The brief
The owner noticed the GLA200's temperature gauge running unusually low on motorway runs, the cabin heater taking far longer than normal to come on, and the coolant level had dropped a little. He brought it in for a look.
The thermostat is the valve that decides when coolant flows through the radiator. Cold, it stays shut so the engine warms quickly; up to temperature, it opens so the engine doesn't overheat. When it sticks open, coolant goes to the radiator too soon, so the engine never gets up to its proper running temperature, which is the low gauge and the slow-warming heater. On this engine the thermostat lives in a plastic housing module, and that housing can weep at its mating faces too, which would explain the slight coolant loss.
The diagnosis
A pressure test on the cooling system held clean, no obvious external leak. On the scanner, the live data showed the coolant temperature sitting below the thermostat's regulating point, the signature of a thermostat stuck open, dumping heat away before the engine could come up to temperature.

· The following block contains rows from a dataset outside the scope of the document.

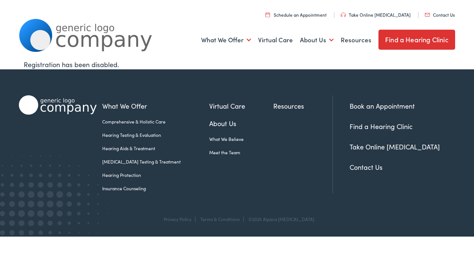 The image size is (474, 267). What do you see at coordinates (220, 218) in the screenshot?
I see `a: Terms & Conditions` at bounding box center [220, 218].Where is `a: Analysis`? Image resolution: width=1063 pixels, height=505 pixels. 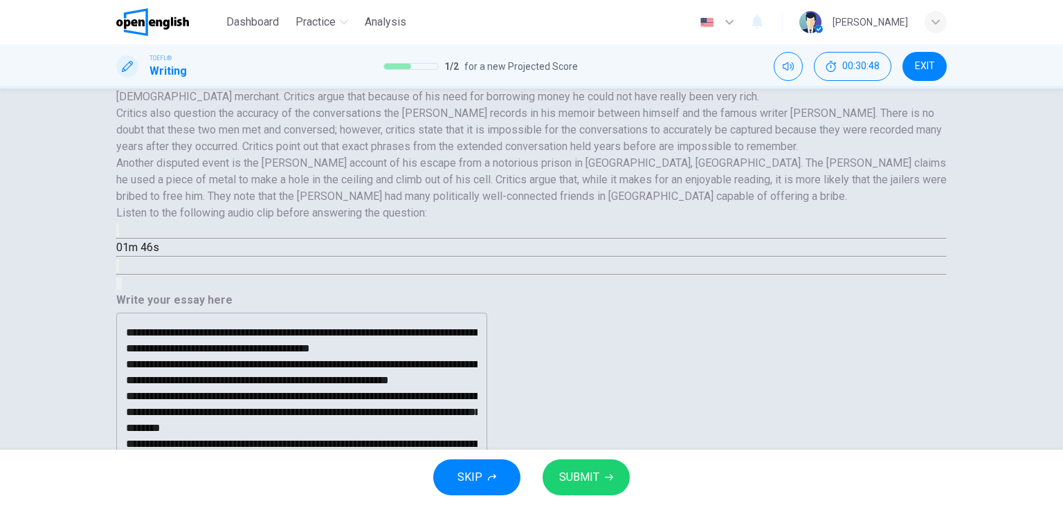
a: Analysis is located at coordinates (385, 22).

And a close look at the housing turned up a small weep at one of its mating faces, the source of the slight coolant loss. So it wasn't a simple seal job. The right fix is the complete thermostat housing module, with a fresh seal.
The work
Enough coolant was drained to drop the thermostat housing, the old module came off, and a new Mercedes-spec housing went on complete with a fresh seal.
The system was refilled with the correct coolant and bled the proper way so no air was trapped, then held under pressure to confirm the new housing and its connections were sealed.
A run afterwards confirmed the engine warmed up at the right rate, the gauge held in the middle, and the coolant level held.
The outcome
Warm-up time is back to normal, the gauge holds dead centre, the cabin heater comes on when it should, and there's no more coolant loss.
The GLA200 went home with the cooling system regulating the way it should. A thermostat stuck open is a small fault with a real cost, it pushes the engine to run cooler than it's designed for, which hurts efficiency, and doing it as the complete housing means the weep is sealed at the same time.